“I felt a wish never to leave that room - a wish that dawn might never come, that my present frame of mind might never change.”

Leo Tolstoy

“For love? What antediluvian notions you have! Can one talk of love in these days?" said the ambassador's wife. "What's to be done? It's a foolish old fashion that's kept up still," said Vronsky.”

Leo Tolstoy

“Every general and every soldier was conscious of his own insignificance, aware of being but a drop in that ocean of men, and yet at the same time was conscious of his strength as a part of that enormous whole.”

Leo Tolstoy

“The whole trouble lies in that people think that there are conditions excluding the necessity of love in their intercourse with man, but such conditions do not exist. Things may be treated without love; one may chop wood, make bricks, forge iron without love, but one can no more deal with people without love than one can handle bees without care.”

Leo Tolstoy

“How good is it to remember one's insignificance: that of a man among billions of men, of an animal amid billions of animals; and one's abode, the earth, a little grain of sand in comparison with Sirius and others, and one's life span in comparison with billions on billions of ages. There is only one significance, you are a worker. The assignment is inscribed in your reason and heart and expressed clearly and comprehensibly by the best among the beings similar to you. The reward for doing the assignment is immediately within you. But what the significance of the assignment is or of its completion, that you are not given to know, nor do you need to know it. It is good enough as it is. What else could you desire?”

Leo Tolstoy

“A wife's a worry, a non-wife's even worse.”

Leo Tolstoy

“The combination of causes of phenomena is beyond the grasp of the human intellect. But the impulse to seek causes is innate in the soul of man. And the human intellect, with no inkling of the immense variety and complexity of circumstances conditioning a phenomenon, any one of which may be separately conceived of as the cause of it, snatches at the first and most easily understood approximation, and says here is the cause.”

Leo Tolstoy

“He felt that all his hitherto dissipated and dispersed forces were gathered and directed with terrible energy towards one blissful goal.”

Leo Tolstoy

“I think that in order to know love one must make a mistake and then correct it.”

Leo Tolstoy

“My field was God’s earth. Wherever I ploughed, there was my field. Land was free. It was a thing no man called his own. Labor was the only thing men called their own.”

Leo Tolstoy

“He knew she was there by the rapture and the terror that seized on his heart. She was standing talking to a lady at the opposite end of the ground. There was apparently nothing striking either in her dress or her attitude. But for Levin she was as easy to find in that crowd as a rose among nettles. Everything was made bright by her. She was the smile that shed light on all round her. "Is it possible I can go over there on the ice, go up to her?" he thought. The place where she stood seemed to him a holy shrine, unapproachable, and there was one moment when he was almost retreating, so overwhelmed was he with terror. He had to make an effort to master himself, and to remind himself that people of all sorts were moving about her, and that he too might come there to skate. He walked down, for a long while avoiding looking at her as at the sun, but seeing her, as one does the sun, without looking.

Leo Tolstoy

“One need only posit some threat to the public tranquility and any action can be justified. All the horrors of the reign of terror were based on concern for public tranquility.” ―

Leo Tolstoy

“A cigar is a sort of thing, not exactly a pleasure, but the crown and outward sign of pleasure.”

Leo Tolstoy

“As often happens between people who have chosen different ways, each of them, while rationally justifying the other's activity, despised it in his heart. To each of them it seemed that the life he led was the only real life, and the one his friend led was a mere illusion.”

Leo Tolstoy

“but that what was for him the greatest and most cruel injustice appeared to others a quite ordinary occurrence.”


_WHAT THE TASK REQUIRES_
Please copy every record below exactly and leave out the pictures.

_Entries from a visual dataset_
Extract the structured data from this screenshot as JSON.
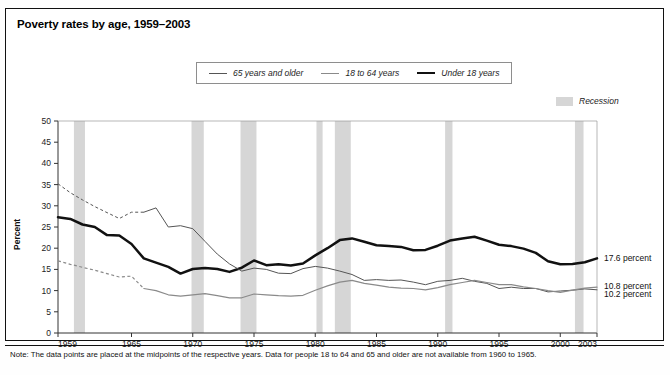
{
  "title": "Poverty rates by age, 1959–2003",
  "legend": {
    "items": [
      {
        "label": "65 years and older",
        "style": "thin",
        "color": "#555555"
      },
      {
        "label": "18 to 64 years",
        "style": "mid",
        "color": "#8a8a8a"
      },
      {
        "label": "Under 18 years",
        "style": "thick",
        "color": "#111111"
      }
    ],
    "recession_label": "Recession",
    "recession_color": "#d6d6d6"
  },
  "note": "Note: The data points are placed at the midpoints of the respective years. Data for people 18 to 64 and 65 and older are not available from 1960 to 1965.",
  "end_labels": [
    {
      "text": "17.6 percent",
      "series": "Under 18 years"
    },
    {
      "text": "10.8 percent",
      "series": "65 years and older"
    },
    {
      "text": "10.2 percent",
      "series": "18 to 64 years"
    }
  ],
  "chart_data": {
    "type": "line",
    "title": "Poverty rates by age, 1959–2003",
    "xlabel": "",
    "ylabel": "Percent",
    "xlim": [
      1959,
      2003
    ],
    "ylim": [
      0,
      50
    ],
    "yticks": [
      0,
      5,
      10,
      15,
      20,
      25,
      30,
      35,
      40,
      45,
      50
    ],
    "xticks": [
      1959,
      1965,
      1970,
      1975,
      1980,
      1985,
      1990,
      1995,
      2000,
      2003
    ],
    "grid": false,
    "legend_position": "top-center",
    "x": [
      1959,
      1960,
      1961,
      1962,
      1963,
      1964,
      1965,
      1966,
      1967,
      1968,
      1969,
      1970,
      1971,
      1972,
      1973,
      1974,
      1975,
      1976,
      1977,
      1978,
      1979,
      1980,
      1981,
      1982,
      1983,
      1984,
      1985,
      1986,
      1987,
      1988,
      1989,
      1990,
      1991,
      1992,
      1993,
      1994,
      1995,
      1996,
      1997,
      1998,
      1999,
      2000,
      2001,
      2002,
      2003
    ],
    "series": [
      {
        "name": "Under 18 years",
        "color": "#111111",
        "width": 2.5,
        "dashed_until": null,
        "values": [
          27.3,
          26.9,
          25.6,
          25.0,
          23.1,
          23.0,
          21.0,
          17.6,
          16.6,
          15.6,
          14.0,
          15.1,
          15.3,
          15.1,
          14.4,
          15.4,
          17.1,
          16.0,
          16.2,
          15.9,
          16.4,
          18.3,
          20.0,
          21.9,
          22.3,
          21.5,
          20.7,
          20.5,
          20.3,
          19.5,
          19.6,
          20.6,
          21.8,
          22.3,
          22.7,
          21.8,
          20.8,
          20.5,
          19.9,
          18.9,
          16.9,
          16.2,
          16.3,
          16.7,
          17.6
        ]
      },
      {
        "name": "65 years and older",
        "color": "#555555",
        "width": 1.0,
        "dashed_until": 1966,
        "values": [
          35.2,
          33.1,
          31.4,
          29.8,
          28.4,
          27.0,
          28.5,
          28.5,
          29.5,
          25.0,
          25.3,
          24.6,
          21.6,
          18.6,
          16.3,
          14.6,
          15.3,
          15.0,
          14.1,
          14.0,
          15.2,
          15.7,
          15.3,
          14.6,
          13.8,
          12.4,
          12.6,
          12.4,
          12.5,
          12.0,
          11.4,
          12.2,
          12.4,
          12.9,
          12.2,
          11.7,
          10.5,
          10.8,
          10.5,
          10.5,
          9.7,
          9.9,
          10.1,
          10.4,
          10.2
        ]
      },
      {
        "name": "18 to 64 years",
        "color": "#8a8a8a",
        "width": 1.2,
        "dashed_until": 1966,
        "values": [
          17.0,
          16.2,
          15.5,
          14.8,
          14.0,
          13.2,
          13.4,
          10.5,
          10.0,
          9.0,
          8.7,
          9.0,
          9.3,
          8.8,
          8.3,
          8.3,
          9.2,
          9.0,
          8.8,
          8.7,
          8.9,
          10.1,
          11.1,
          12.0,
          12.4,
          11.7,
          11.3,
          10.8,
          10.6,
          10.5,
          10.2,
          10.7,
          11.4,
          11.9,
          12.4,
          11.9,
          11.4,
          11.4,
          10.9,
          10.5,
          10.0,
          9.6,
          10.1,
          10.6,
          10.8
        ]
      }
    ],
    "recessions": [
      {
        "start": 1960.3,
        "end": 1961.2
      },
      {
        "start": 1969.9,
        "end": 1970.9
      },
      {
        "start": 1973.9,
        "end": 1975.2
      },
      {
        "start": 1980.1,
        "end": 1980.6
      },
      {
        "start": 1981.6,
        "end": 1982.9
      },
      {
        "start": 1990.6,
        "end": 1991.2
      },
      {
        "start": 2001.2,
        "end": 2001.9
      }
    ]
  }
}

_RESPONSE BOX_
Extract the structured data from this screenshot as JSON.
{
  "title": "Poverty rates by age, 1959–2003",
  "legend": {
    "items": [
      {
        "label": "65 years and older",
        "style": "thin",
        "color": "#555555"
      },
      {
        "label": "18 to 64 years",
        "style": "mid",
        "color": "#8a8a8a"
      },
      {
        "label": "Under 18 years",
        "style": "thick",
        "color": "#111111"
      }
    ],
    "recession_label": "Recession",
    "recession_color": "#d6d6d6"
  },
  "note": "Note: The data points are placed at the midpoints of the respective years. Data for people 18 to 64 and 65 and older are not available from 1960 to 1965.",
  "end_labels": [
    {
      "text": "17.6 percent",
      "series": "Under 18 years"
    },
    {
      "text": "10.8 percent",
      "series": "65 years and older"
    },
    {
      "text": "10.2 percent",
      "series": "18 to 64 years"
    }
  ],
  "chart_data": {
    "type": "line",
    "title": "Poverty rates by age, 1959–2003",
    "xlabel": "",
    "ylabel": "Percent",
    "xlim": [
      1959,
      2003
    ],
    "ylim": [
      0,
      50
    ],
    "yticks": [
      0,
      5,
      10,
      15,
      20,
      25,
      30,
      35,
      40,
      45,
      50
    ],
    "xticks": [
      1959,
      1965,
      1970,
      1975,
      1980,
      1985,
      1990,
      1995,
      2000,
      2003
    ],
    "grid": false,
    "legend_position": "top-center",
    "x": [
      1959,
      1960,
      1961,
      1962,
      1963,
      1964,
      1965,
      1966,
      1967,
      1968,
      1969,
      1970,
      1971,
      1972,
      1973,
      1974,
      1975,
      1976,
      1977,
      1978,
      1979,
      1980,
      1981,
      1982,
      1983,
      1984,
      1985,
      1986,
      1987,
      1988,
      1989,
      1990,
      1991,
      1992,
      1993,
      1994,
      1995,
      1996,
      1997,
      1998,
      1999,
      2000,
      2001,
      2002,
      2003
    ],
    "series": [
      {
        "name": "Under 18 years",
        "color": "#111111",
        "width": 2.5,
        "dashed_until": null,
        "values": [
          27.3,
          26.9,
          25.6,
          25.0,
          23.1,
          23.0,
          21.0,
          17.6,
          16.6,
          15.6,
          14.0,
          15.1,
          15.3,
          15.1,
          14.4,
          15.4,
          17.1,
          16.0,
          16.2,
          15.9,
          16.4,
          18.3,
          20.0,
          21.9,
          22.3,
          21.5,
          20.7,
          20.5,
          20.3,
          19.5,
          19.6,
          20.6,
          21.8,
          22.3,
          22.7,
          21.8,
          20.8,
          20.5,
          19.9,
          18.9,
          16.9,
          16.2,
          16.3,
          16.7,
          17.6
        ]
      },
      {
        "name": "65 years and older",
        "color": "#555555",
        "width": 1.0,
        "dashed_until": 1966,
        "values": [
          35.2,
          33.1,
          31.4,
          29.8,
          28.4,
          27.0,
          28.5,
          28.5,
          29.5,
          25.0,
          25.3,
          24.6,
          21.6,
          18.6,
          16.3,
          14.6,
          15.3,
          15.0,
          14.1,
          14.0,
          15.2,
          15.7,
          15.3,
          14.6,
          13.8,
          12.4,
          12.6,
          12.4,
          12.5,
          12.0,
          11.4,
          12.2,
          12.4,
          12.9,
          12.2,
          11.7,
          10.5,
          10.8,
          10.5,
          10.5,
          9.7,
          9.9,
          10.1,
          10.4,
          10.2
        ]
      },
      {
        "name": "18 to 64 years",
        "color": "#8a8a8a",
        "width": 1.2,
        "dashed_until": 1966,
        "values": [
          17.0,
          16.2,
          15.5,
          14.8,
          14.0,
          13.2,
          13.4,
          10.5,
          10.0,
          9.0,
          8.7,
          9.0,
          9.3,
          8.8,
          8.3,
          8.3,
          9.2,
          9.0,
          8.8,
          8.7,
          8.9,
          10.1,
          11.1,
          12.0,
          12.4,
          11.7,
          11.3,
          10.8,
          10.6,
          10.5,
          10.2,
          10.7,
          11.4,
          11.9,
          12.4,
          11.9,
          11.4,
          11.4,
          10.9,
          10.5,
          10.0,
          9.6,
          10.1,
          10.6,
          10.8
        ]
      }
    ],
    "recessions": [
      {
        "start": 1960.3,
        "end": 1961.2
      },
      {
        "start": 1969.9,
        "end": 1970.9
      },
      {
        "start": 1973.9,
        "end": 1975.2
      },
      {
        "start": 1980.1,
        "end": 1980.6
      },
      {
        "start": 1981.6,
        "end": 1982.9
      },
      {
        "start": 1990.6,
        "end": 1991.2
      },
      {
        "start": 2001.2,
        "end": 2001.9
      }
    ]
  }
}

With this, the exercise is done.